Dumb writing advice, Part 1: Word prohibitions

Share:

\"\"

An Überflip page by Andrea Ayres-Deets is headlined “5 Weak Words That Are Sabotaging Your Writing.” If only there were a few words that you could simply expunge to get an immediate improvement in your prose! But of course it’s nonsense. Writing advice can’t be reduced to word prohibitions; and the prohibitions recommended here would be ridiculous overkill.

Here are the words you should allegedly shun: (1) really; (2) things and stuff; (3) I believe, I feel, and I think; (4) the be of the passive; and (5) the word very.

It’s dumb advice, from top to bottom.

1. Really This useful adverb, which Ayres-Deets illustrates with the (putatively bad) example The swimmer really performed admirably, has two meanings. First, it can be an intensificatory modifier, adding an extra helping of emphasis and enthusiasm–and I hope I never see the day when emphasis and enthusiasm are extinguished by the cold, grey hand of writing tuition.

But really can also serve (much like actually) as an adjunct expressing trans-world locational information. It’s used to contrast the real world with a fictive one. There’s nothing redundant or trivial about doing this: When I say He imagined she would be clumsy, but she really performed admirably I mean that the clumsiness claim held only in the world of his imagining; here in the real world her performance was admirable. Humans spend much time discussing hypothetical or imagined worlds. Sometimes they need to be brought back to earth with a world-shifting adverb.

2. Things & stuff Things are entities that can be individuated; stuff is abstract or concrete substance that cannot be. But we don’t always want to sound like Oxford metaphysicians.

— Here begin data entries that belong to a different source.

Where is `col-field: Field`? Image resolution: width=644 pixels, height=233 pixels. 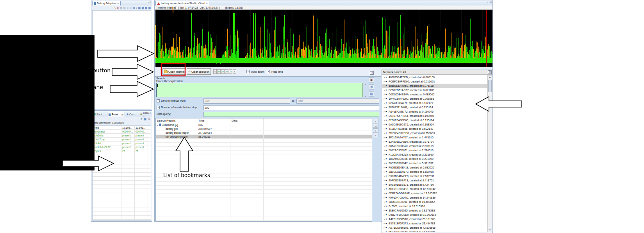
col-field: Field is located at coordinates (107, 127).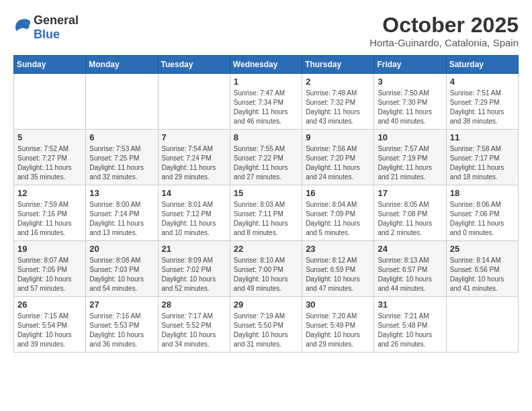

Look at a couple of concrete examples, plucked from Bram Stoker’s Dracula (the text happens to be on my laptop). Jonathan Harker’s journal records a a terrified old peasant woman as saying: “Do you not know that to-night, when the clock strikes midnight, all the evil things in the world will have full sway?” Things, because who knows the correct terms for the horrors that might stalk Transylvania at midnight on St. George’s Eve. Later on, Dr. Seward’s journal describes Van Helsing sealing the vampire Lucy Westenra’s tomb with “some whitish stuff, like dough or putty.” Seward writes stuff because at the time he has no idea what Van Helsing is using (a paste of consecrated communion bread). These word choices aren’t sabotaging Stoker’s writing! Sometimes you need generic terms.

The “bad” example Ayres-Deets presents for things and stuff is: “The article said a lot of things and stuff.” Certainly, that sounds inept (for one thing, the phrase and stuff is an extremely informal substitute for the etc. of academic English). But simply banning the two most basic terms for discrete objects and nondiscrete material is no way to sensitize students to the norms of academic English.

3. Believe, etc. Prefixing every statement you make with an announcement that it’s a personal belief, feeling, or opinion is a mistake, of course. But again, prohibition isn’t the answer. Sometimes it should be made explicit that a personal reaction is being expressed, and sometimes not.

4. Passives The article condemns the word-forms was, is, are, and am (missing were by mistake), but the motive immediately becomes clear: It’s another standard-issue condemnation of passive voice. The passive is called “unnecessarily complex”; it is “less engaging and requires the writer to use more words per sentence”; it “forces the reader to do more work to get to the same conclusion” instead of using “short, punctuated sentences that get to the point.”

None of this is true. Some passives are longer and others shorter; some are clunky or hard to understand, and others aren’t. (For a detailed critique of the familiar hogwash see my “Fear and loathing of the English passive”). An added note that “passive voice does have its place” and “not every form of ‘to be’ represents passive voice” only underscores the fact that this whole misguided warning about the passive bogeyman is bunk.

5. Very The final proposal simply proscribes the most basic positive intensifier for gradable adjectives and adverbs in English. If you truly believe no distinction need be drawn between hot water and very hot water, then all I can say is that you shouldn’t be the one to give the baby a bath.

Don’t think I oppose writing advice. I emphatically agree that novice writers should be encouraged to steer clear of vagueness, overuse of intensifiers or emphasis, needlessly tagging claims as personal opinion, and so on. But the judgments are delicate, and call for careful elucidation and thoughtful exemplification. Blanket word prohibition as a substitute for thoughtful style advice is just dumb. Very dumb. It is a thing that I really don’t believe writing instructors should be encouraged to engage in.